Everything Is Model[S] (www.morphllm.com)

🤖 AI Summary
Andrej Karpathy’s Software 2.0 vision—that neural nets replace traditional code—gets a revision: the future won’t be one giant model doing everything but an ecosystem of models optimized for different roles. The piece argues that frontier models (massive, generalist models) will handle novel reasoning and creative work, while inference‑optimized specialized models and tiny transformers will take over routine, high‑throughput tasks. The author uses Fast Apply—a specialized model that merges code edits at 10,500+ tokens/sec—as a concrete example of this “models all the way down” stack, and warns against the common nerd‑snipe of endlessly finetuning local models to beat a frontier model on narrow benchmarks only to be outpaced by the next frontier release. The significance is economic and architectural: using a 5‑trillion‑parameter frontier model to apply trivial code edits is wasteful in latency, cost and reliability. Cited figures compare a frontier model at ~$20/M token and ~100 tok/s versus Fast Apply at $1.20/M and 10,500 tok/s—roughly 70x cheaper and 45x faster for that task. The takeaway for AI/ML practitioners: design hierarchies—frontier models for novel problems, specialized models for domain patterns, tiny models for simple transforms—so systems are faster, cheaper and more robust than single‑model monoliths.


→ **About this task**:
In the entries that follow, how many lines contain the word "will"? Answer with the number only.

→ **Supplied data**:
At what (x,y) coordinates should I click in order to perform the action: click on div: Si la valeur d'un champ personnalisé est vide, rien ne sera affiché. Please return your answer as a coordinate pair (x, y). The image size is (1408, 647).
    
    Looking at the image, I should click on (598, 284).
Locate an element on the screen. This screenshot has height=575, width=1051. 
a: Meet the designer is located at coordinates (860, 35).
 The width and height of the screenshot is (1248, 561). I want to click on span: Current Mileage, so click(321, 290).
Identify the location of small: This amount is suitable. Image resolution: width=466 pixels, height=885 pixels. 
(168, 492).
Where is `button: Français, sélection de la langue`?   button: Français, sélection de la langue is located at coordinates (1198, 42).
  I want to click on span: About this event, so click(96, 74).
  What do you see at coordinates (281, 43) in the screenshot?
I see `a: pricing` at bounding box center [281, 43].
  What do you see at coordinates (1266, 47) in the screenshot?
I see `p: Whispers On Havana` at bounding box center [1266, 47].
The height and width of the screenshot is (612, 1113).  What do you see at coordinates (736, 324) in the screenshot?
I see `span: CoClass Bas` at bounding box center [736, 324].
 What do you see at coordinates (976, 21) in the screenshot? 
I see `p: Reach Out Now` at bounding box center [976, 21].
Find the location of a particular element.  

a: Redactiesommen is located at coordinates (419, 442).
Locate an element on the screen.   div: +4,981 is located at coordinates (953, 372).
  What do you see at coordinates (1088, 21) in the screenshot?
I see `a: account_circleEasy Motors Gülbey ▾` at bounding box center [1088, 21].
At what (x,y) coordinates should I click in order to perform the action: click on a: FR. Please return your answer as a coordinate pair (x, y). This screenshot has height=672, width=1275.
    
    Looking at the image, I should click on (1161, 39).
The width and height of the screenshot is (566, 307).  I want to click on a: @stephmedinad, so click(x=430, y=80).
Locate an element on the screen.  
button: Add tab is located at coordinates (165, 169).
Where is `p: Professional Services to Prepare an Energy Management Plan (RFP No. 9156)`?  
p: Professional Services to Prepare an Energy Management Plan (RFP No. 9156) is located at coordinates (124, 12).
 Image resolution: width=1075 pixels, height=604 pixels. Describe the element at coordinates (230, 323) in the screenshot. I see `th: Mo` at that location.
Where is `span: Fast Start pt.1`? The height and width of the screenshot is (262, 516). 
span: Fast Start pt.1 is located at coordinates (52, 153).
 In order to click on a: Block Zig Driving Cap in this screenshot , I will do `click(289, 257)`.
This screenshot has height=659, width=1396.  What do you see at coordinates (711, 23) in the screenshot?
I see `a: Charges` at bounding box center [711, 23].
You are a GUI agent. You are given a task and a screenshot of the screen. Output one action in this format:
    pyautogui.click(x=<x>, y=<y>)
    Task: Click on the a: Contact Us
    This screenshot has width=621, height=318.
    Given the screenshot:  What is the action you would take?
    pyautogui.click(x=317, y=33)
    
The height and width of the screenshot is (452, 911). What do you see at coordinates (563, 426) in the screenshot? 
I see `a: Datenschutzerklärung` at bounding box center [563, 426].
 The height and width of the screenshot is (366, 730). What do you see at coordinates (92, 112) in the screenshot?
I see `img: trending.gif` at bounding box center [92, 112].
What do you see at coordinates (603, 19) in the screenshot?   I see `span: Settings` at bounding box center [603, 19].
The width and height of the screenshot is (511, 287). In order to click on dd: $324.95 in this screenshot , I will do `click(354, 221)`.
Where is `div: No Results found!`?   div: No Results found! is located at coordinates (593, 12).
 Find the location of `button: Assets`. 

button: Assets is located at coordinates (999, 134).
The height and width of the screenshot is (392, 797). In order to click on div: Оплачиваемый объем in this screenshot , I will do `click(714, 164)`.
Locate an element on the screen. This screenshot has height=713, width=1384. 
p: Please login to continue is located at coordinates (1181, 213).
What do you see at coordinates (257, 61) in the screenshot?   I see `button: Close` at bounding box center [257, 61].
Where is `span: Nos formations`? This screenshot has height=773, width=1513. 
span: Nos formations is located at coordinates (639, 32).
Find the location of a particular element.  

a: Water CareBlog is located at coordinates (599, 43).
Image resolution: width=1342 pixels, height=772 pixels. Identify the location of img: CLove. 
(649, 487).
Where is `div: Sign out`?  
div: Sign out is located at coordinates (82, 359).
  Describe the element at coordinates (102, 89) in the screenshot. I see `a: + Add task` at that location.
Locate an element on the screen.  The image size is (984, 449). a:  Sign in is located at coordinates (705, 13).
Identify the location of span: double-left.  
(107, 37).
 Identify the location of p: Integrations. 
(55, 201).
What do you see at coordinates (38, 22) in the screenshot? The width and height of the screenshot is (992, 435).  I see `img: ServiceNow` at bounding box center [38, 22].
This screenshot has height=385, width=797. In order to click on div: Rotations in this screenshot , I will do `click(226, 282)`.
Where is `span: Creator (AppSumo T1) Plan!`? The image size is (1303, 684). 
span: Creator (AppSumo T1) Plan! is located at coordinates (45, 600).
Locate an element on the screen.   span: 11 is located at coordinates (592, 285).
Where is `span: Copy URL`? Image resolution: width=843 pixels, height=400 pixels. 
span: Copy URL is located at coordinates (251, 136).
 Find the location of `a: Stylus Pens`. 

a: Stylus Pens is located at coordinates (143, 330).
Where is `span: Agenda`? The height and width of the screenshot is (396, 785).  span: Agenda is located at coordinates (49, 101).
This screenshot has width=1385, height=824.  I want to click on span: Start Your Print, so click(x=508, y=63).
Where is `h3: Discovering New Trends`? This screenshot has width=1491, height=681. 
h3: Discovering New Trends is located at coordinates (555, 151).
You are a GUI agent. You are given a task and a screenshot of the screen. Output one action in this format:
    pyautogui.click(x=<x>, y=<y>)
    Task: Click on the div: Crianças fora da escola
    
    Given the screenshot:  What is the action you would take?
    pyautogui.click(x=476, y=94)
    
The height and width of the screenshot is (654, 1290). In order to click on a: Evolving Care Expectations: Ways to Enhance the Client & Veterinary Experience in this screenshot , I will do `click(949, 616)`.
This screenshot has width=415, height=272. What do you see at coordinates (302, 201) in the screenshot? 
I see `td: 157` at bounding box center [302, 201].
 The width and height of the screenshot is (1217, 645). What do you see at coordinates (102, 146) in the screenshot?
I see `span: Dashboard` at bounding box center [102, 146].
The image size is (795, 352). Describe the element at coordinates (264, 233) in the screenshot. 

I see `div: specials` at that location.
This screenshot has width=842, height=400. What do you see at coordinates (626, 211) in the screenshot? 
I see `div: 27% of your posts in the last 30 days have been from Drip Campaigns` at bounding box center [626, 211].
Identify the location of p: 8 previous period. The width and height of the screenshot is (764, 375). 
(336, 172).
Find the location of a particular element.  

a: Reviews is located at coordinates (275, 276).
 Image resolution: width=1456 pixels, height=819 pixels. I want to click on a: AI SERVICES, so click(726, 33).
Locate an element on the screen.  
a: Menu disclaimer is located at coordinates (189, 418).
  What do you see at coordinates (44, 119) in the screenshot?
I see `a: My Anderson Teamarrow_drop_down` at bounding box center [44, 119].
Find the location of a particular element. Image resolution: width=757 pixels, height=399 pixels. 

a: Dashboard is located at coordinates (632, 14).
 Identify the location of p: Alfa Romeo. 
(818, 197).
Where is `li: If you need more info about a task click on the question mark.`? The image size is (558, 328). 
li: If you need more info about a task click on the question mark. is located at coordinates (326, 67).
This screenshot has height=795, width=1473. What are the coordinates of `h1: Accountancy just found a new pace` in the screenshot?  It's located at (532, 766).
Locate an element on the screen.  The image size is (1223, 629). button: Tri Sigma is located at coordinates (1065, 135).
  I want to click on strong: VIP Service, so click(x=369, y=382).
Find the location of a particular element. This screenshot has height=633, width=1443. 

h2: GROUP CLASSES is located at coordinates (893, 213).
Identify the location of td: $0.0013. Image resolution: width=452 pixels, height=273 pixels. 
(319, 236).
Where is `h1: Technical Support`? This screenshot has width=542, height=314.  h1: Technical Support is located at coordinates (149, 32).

→ **Task response**:
5